Logs are not the source of truth. They are a noisy, delayed, lossy signal. Treat them as one signal among many.
The Observability Triad: Logs, Metrics, Traces
Relying on logs alone is like trying to debug a car with only a rearview mirror. Metrics give you the speed (throughput, latency, error rate). Traces give you the journey of a single request across services. Logs give you the detailed events. Each can lie, but they rarely lie in the same way.
When I see a discrepancy between logs and metrics, I start investigating the logging system itself. That's often where the real bug is.
Frequently asked questions
Why do logs sometimes show a success but the operation actually failed?
Logs are often written before the actual I/O completes.
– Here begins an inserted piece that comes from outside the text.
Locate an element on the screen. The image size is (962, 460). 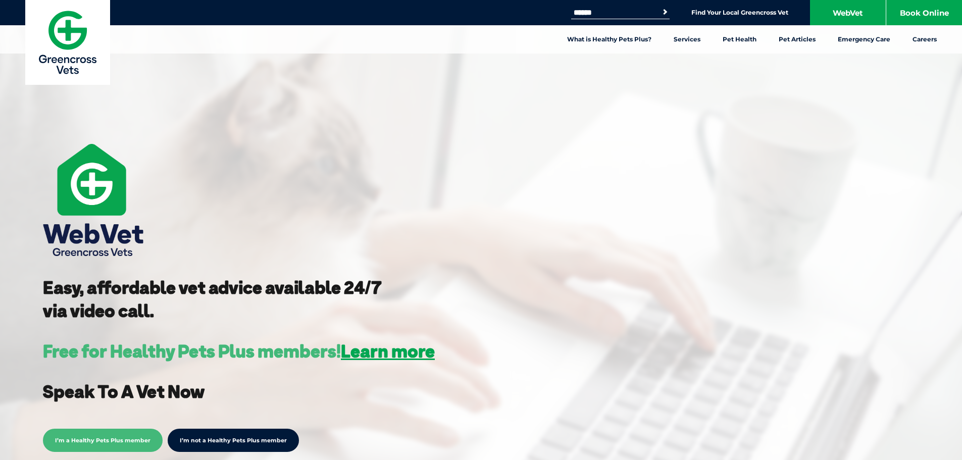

For example, a log line like 'Payment processed' might be emitted before the payment gateway's response is fully committed. If the gateway then fails asynchronously, the log never records the failure. Always log after the operation's durability is confirmed, not before.
Can log aggregation tools like Elasticsearch or Loki lose logs?
Yes. Network partitions, buffer overflows, or misconfigured rate limits can cause logs to be dropped silently. I've seen cases where Logstash dropped logs due to a full disk, and the only hint was a subtle count mismatch in dashboards. Always add a health check that monitors the log pipeline's throughput and alerts on dips.
How do I detect when logs are lying?
Cross-validate logs with other signals: metrics (e.g., request latency, error rate) and traces (e.g., span status). If logs say 'all good' but error rate spikes, something is off. Also, implement log sampling and test your logging pipeline with synthetic events to ensure end-to-end delivery.
What's the best practice for logging in asynchronous systems?
Always include a unique correlation ID that is passed across async boundaries (queues, event streams). Log at the start and end of each async operation, and use structured logging so you can query by correlation ID. Consider using OpenTelemetry for automatic trace propagation.